'Ay, it's a different season here, different world...' 

- Kathleen Jamie, The Glen 

How is it that one small island in the Outer Hebrides should draw so many artists and have such a profound impact on three sculptors – Julie Brook, Steve Dilworth and Angela Palmer? This exhibition will consider the ways in which the island's ancient materiality, elemental force and enduring mystery has influenced the work of these three artists.

 

Julie Brook (b.1961) is a British artist who for thirty years has roamed, lived and worked in a succession of uninhabited and remote landscapes in Northwest Scotland (and beyond). Her sculptural work is often transient in nature, inspired by and made from the materials of the landscape itself. For Steve Dilworth (b. 1949), the Isle of Harris has been home for over forty years. He has both a deep respect for the landscape as well as recognising the absurdity of his position there – as writer Ian Sinclair has put it in a previous catalogue essay, ‘of man trying to live, play at domesticity, in these magnificent, pre-human places’. Angela Palmer (b. 1957) explores time through material history, led by her interest in the stories stones can tell and her curiosity for what lies beneath the surface. Different World will present a selection of sculptures by Palmer comprised of 2.5-billion-year-old White Anorthosite rock which she acquired from a disused quarry on the Isle of Harris after a six-year search.

 

The title for this exhibition is taken from a poem by Kathleen Jamie titled The Glen, from her 2015 collection of poems, Bonniest Companie. In this poem, the speaker quietly appreciates a Scottish glen on an April morning, conscious of their position as a temporary human observer of the landscape.

 

There are two exciting events featuring Julie Brook coming up at Kings Place during this exhibition:

 

- 19 March: Screening of Tracing Light by Thomas Riedelsheimer.

- 23 April: An evening of art, music and poetry.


Work instructions =
Without including any pictures, write out all the entries exactly.
Start of Data excerpts
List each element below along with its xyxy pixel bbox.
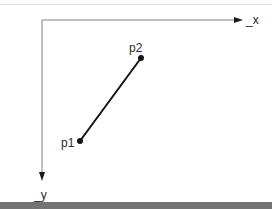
segment-group — [80, 58, 141, 141]
y-axis-group: _y — [33, 20, 47, 202]
point-p2-label: p2 — [129, 41, 143, 55]
point-p2-group: p2 — [129, 41, 144, 61]
point-p2-marker — [138, 55, 144, 61]
segment-p1-p2 — [80, 58, 141, 141]
y-axis-label: _y — [33, 188, 47, 202]
x-axis-label: _x — [245, 13, 259, 27]
coordinate-diagram-figure: _x _y p1 p2 — [0, 0, 272, 209]
point-p1-group: p1 — [61, 136, 83, 150]
diagram-canvas: _x _y p1 p2 — [0, 0, 272, 209]
x-axis-group: _x — [42, 13, 259, 27]
point-p1-marker — [77, 138, 83, 144]
point-p1-label: p1 — [61, 136, 75, 150]
bottom-gray-band — [0, 202, 272, 209]
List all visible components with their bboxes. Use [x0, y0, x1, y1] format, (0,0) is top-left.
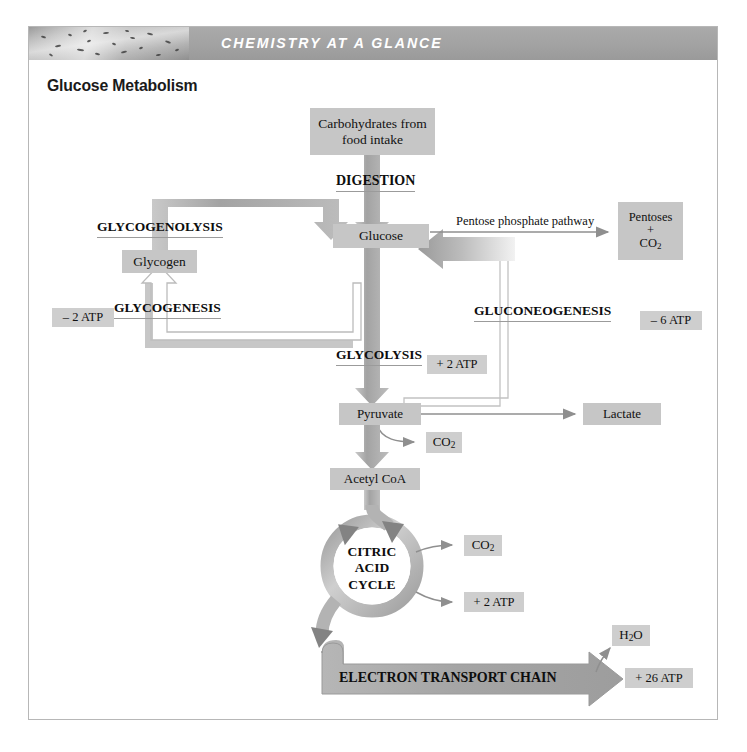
End of Data excerpts
Exercise response =
List each element below along with its xyxy pixel bbox.
segment-group — [80, 58, 141, 141]
y-axis-group: _y — [33, 20, 47, 202]
point-p2-label: p2 — [129, 41, 143, 55]
point-p2-group: p2 — [129, 41, 144, 61]
point-p2-marker — [138, 55, 144, 61]
segment-p1-p2 — [80, 58, 141, 141]
y-axis-label: _y — [33, 188, 47, 202]
x-axis-label: _x — [245, 13, 259, 27]
coordinate-diagram-figure: _x _y p1 p2 — [0, 0, 272, 209]
point-p1-group: p1 — [61, 136, 83, 150]
diagram-canvas: _x _y p1 p2 — [0, 0, 272, 209]
x-axis-group: _x — [42, 13, 259, 27]
point-p1-marker — [77, 138, 83, 144]
point-p1-label: p1 — [61, 136, 75, 150]
bottom-gray-band — [0, 202, 272, 209]
List all visible components with their bboxes. Use [x0, y0, x1, y1] format, (0,0) is top-left.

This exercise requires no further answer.